No issue, I'm not confronting you.
imo we're having an interesting philosophical chat about a completely hypotetical situation, and I don't think there's a right or wrong. That's why I spread some "imo" around.
I just pointed out that if you consider that "you" didn't die because you are still the person on the other side, then when copies are made (something possible in that reality), then "you" become more than one person (split you, or split personality).
It all boils down to what we consider "I", I guess. It seems I consider "I" as a continuum from birth to death, a set of continuous conscience and experiences - if I'm braindead then start from scratch today, I don't consider that individual is "me" anymore; it's just my body, now belonging to another person. The previous "I" died, and even if others see that body as "me", for "dead me" that's not the case.
You on the other hand seem to consider that "you" are what you are at this moment. So the copies (or the single rebuilt if the transporter doesn't glitch) are not "you" anyway, because as you said, you are not the same person as a second ago, sitting in your couch.
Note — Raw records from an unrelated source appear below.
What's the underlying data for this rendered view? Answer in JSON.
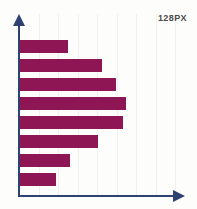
{
  "annotation": {
    "size_label": "128PX"
  },
  "colors": {
    "bar": "#8e1655",
    "axis": "#2e4272",
    "gridline": "#f1f0ee",
    "background": "#fdfdfc",
    "label_text": "#4a4a4a"
  },
  "chart_data": {
    "type": "bar",
    "orientation": "horizontal",
    "title": "",
    "subtitle": "",
    "xlabel": "",
    "ylabel": "",
    "categories": [
      "1",
      "2",
      "3",
      "4",
      "5",
      "6",
      "7",
      "8"
    ],
    "values": [
      46,
      78,
      91,
      101,
      98,
      74,
      48,
      35
    ],
    "xlim": [
      0,
      160
    ],
    "ylim": [
      0,
      8
    ],
    "grid": "vertical-faint",
    "legend": "none",
    "tick_labels_x": [],
    "tick_labels_y": [],
    "annotations": [
      "128PX"
    ],
    "series": [
      {
        "name": "series-1",
        "values": [
          46,
          78,
          91,
          101,
          98,
          74,
          48,
          35
        ]
      }
    ]
  }
}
So dying here and being rebuilt there makes no difference.
Just different takes on "self" conscience.
I've been on the internet for too long, so based on experience I start vaguely suspecting confrontation in any exchange longer than two comments :)
The Riker problem is of course interesting and I don't know what I'd do in that situation ~~(other than make out - just like Will and Tom did)~~ or how I think I/we would decide who gets to be the "real one", for lack of a better term. I'm very glad I won't ever have to figure that out. But yes, that's probably what my view implies: there'd be two of "me", exact copies. Like when I copy a file to two different hard drives and then delete the source. There'd be no "real" one, they're both the same file, just in different places.
I'll have to think about your view because, I have to admit, I'm having trouble really seeing it and that's annoying me. It's just too different from how I think, I suppose. Thank you for giving me some food for thought then :)
Well thank you; we then exchanged good thought sandwiches.
I think what we are musing about with this impossible situation boils down to defining the nature of conscience (awareness of existence), which has been discussed for centuries with no absolute single definition. If we could prove with no doubt that any of us is right or wrong, we'd probably be the first to get a Philosophy Nobel prize.